On New Year's Eve a handful of us gathered in the Meditation Shelter near midnight, having walked there under a starlit, velvet sky. The shelter was aglow with candles and and firelight. There we welcomed the new year, "full of things that have never been.", as Chardin says. We shared poems, songs, quiet, and a few thoughts, of which this was one:

Like every year since the dawn of time, 2013 had its flashes of joy and shadows, its rushing fountains and still waters, its melodies and haunting silences. On this mountain, we said good bye to Vivian, and welcomed Kate, Josh, Emma and Ana. We lost the little cat Shadow, buried Merlin and Jasmine, and were found by puppy Erin. We lost some chickens and gained some sheep. We abandoned whole sections of the garden to weeds, putting faith in a spring redemption, and planted lettuces in the reclaimed eco-barn. We fearfully dipped our toes in the well of Bob and Jackie's leaving, and basked in the warmth of rekindled fires and exquisite young homemaking at Deerspring. We cried in the dark and danced under the moon.

Personally, for each one of us, there were babies born, and a brother lost; a wedding and a funeral; illness and wellness; and a myriad of numinous moments and hard edges in between.

This morning I opened a note from a Friends of Silence subscriber. She is a calligrapher and cardmaker, and on the front she had inscribed in flowing script these words from Teilhard de Chardin:

We imagine the Divine
as distant and inaccessible,
whereas in fact
we live steeped
in its burning layers.

I spend a bit of time just walking around out here, lately with Erin for a companion; and quite a lot of time driving up and down gravel Mission Road as well. I'm not a very sensate person, nor given much to scrutiny. But I have managed to notice shifts in the quality of light among the trees as the seasons pass. Late summer is thick, like green sea water; September into October is crystalline and gold; and now, now is perhaps my favorite...the light is nearly horizontal, backlighting the trees, sending their shadows slanting over the crumbled leaves or pale snow. It's lying down, like a blanket over the earth, gently resting before the ascent begins again to the summer zenith. This is what it was doing as Billy and I drove in this afternoon, returning from errands in Charles Town.

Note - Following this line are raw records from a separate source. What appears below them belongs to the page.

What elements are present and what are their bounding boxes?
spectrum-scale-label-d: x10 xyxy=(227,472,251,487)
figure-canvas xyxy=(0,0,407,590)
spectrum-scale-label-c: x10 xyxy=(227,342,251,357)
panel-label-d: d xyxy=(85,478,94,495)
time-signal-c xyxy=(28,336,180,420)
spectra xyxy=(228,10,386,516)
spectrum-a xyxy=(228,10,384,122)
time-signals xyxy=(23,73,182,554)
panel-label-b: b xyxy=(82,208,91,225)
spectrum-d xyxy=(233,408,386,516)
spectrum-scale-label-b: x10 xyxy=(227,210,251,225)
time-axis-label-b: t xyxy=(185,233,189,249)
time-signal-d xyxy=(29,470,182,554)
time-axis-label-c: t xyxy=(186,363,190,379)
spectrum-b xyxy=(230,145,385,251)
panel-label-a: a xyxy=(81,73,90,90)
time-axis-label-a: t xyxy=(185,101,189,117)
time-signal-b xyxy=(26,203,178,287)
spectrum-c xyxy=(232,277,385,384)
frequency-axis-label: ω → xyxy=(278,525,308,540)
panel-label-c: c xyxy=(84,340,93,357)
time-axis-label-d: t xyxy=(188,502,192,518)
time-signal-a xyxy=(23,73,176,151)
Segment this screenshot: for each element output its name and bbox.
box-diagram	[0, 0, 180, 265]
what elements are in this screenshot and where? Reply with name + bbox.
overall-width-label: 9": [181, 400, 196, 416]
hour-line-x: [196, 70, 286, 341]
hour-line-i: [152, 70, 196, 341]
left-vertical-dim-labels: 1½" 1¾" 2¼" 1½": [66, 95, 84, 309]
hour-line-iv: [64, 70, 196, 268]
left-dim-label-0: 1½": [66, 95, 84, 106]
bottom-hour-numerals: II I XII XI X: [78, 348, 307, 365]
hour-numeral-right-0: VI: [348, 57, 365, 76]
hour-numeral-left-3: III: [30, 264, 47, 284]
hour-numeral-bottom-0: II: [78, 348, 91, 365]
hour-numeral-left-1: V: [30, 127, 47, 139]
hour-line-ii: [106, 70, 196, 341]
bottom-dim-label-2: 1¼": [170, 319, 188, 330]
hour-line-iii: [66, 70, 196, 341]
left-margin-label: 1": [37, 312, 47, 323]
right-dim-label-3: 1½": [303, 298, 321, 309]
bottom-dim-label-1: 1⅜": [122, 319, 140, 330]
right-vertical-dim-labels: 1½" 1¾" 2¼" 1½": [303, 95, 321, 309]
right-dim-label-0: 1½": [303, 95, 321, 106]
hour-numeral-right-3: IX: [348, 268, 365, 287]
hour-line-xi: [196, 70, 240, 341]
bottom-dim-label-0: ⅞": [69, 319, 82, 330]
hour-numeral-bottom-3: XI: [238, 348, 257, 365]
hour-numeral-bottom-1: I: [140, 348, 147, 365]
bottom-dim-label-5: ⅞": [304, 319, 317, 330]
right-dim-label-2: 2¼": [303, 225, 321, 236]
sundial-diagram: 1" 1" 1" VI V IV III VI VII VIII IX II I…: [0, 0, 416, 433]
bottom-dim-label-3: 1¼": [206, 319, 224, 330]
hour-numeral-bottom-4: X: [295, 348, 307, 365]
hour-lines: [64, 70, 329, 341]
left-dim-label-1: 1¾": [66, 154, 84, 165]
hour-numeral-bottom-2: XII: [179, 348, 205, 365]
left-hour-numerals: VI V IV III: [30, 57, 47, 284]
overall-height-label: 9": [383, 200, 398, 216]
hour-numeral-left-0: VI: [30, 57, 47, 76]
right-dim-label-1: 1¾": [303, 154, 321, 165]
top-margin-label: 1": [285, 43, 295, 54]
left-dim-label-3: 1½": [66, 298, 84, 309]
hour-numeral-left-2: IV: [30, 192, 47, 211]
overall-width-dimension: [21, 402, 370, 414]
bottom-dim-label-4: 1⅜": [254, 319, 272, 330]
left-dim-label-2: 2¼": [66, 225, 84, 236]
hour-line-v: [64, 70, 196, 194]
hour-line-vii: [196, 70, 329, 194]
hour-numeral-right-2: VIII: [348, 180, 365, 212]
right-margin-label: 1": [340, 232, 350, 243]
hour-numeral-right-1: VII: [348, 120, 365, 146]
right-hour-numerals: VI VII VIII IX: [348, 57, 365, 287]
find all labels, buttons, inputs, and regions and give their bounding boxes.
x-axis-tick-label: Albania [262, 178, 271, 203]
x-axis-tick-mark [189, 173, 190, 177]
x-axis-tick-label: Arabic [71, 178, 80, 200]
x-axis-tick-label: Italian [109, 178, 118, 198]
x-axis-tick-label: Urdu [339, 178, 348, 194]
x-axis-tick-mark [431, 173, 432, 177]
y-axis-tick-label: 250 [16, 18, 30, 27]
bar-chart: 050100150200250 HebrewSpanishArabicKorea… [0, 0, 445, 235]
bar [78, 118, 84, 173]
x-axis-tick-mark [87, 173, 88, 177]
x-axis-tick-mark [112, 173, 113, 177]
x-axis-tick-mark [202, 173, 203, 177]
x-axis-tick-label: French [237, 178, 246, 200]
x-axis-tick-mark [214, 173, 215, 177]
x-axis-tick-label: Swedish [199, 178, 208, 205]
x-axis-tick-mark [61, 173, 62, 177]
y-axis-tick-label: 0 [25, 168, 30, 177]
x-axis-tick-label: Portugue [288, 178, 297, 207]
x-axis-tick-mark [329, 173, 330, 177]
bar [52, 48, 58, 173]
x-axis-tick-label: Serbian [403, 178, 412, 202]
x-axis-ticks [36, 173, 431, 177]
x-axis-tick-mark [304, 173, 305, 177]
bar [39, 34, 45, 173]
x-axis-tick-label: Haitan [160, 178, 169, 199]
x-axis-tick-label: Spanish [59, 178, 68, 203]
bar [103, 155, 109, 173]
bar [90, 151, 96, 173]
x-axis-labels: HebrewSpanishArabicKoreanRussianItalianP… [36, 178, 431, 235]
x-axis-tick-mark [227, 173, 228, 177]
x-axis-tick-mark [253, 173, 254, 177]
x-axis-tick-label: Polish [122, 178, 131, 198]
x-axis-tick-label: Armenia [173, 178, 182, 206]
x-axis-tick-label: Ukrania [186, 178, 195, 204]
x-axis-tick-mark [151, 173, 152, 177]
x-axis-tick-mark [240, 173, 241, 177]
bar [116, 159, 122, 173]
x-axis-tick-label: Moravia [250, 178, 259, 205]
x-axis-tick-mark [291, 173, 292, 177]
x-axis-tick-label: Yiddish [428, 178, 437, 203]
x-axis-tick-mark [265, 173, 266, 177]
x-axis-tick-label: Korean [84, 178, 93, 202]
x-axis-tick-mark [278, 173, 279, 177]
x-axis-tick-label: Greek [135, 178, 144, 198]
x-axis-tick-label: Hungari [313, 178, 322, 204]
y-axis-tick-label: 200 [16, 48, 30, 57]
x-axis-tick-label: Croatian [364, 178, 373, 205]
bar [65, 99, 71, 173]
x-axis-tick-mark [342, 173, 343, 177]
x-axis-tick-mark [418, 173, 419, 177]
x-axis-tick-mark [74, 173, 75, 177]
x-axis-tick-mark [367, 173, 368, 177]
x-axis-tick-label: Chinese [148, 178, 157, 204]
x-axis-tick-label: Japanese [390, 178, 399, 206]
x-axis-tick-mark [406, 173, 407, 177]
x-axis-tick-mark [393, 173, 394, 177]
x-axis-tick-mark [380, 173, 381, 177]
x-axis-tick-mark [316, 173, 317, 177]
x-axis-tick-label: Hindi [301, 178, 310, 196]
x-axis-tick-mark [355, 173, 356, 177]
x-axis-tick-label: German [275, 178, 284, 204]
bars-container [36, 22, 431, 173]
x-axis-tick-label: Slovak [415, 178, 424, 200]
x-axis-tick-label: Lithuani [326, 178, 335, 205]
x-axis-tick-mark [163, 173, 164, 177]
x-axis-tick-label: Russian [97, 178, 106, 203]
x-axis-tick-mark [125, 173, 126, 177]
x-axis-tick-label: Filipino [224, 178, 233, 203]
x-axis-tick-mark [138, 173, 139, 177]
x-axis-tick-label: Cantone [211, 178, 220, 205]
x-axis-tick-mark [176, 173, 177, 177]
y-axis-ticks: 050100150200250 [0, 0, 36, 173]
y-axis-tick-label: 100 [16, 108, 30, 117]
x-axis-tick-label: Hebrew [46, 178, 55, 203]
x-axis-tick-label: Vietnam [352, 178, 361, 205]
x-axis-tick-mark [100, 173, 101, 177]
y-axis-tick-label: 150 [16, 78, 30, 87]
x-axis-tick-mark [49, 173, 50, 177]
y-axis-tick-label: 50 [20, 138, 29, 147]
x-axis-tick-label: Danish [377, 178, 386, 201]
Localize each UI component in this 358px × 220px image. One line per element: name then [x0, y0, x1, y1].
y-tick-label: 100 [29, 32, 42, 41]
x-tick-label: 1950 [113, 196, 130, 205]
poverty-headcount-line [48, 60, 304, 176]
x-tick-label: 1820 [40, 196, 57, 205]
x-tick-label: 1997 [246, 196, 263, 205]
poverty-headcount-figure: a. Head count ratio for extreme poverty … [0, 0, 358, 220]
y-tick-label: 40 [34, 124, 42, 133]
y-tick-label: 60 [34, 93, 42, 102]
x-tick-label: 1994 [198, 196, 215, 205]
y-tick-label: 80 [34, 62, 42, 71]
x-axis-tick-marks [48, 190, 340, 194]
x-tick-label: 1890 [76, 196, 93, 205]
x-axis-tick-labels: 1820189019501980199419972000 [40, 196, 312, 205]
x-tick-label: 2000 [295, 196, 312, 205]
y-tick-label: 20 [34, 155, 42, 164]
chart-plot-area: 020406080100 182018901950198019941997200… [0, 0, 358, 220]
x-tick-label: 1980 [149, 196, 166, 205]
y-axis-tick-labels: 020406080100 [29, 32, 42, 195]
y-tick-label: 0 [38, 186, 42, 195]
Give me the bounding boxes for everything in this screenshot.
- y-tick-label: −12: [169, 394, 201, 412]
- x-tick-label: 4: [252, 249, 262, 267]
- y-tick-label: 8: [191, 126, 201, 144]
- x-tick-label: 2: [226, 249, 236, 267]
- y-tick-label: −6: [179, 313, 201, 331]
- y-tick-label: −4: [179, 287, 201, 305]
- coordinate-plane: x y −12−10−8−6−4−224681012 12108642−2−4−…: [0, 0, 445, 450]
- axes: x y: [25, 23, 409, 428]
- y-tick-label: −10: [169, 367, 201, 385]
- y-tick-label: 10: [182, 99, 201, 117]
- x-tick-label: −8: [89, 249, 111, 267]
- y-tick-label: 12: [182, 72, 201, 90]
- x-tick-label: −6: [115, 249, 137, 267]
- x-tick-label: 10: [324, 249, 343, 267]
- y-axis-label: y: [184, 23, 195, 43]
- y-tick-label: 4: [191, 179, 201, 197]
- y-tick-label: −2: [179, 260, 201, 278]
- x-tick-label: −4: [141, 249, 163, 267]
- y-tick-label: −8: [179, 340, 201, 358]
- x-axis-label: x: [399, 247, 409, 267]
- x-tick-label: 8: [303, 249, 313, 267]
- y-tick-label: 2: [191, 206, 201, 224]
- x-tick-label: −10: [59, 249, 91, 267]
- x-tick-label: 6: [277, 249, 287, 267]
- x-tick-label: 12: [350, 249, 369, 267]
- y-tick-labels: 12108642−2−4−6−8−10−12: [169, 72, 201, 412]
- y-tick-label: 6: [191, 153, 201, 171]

So I wonder about these layers of the Divine, this Something that wraps itself round and round the Earth, that filters through the trees, that lays itself down time and again over the stony ground. Chardin would say, I suppose, that it covers every hand waving goodbye as the moving van heads west to Oregon; every woman stirring soup to welcome snowed in Advent retreaters in her new home; every head bowed in a funeral mass; every young couple making vows in a green grove in Virginia; every slippery newborn placed in her daddy's arms...all of it.

Now that's a thought for the New Year.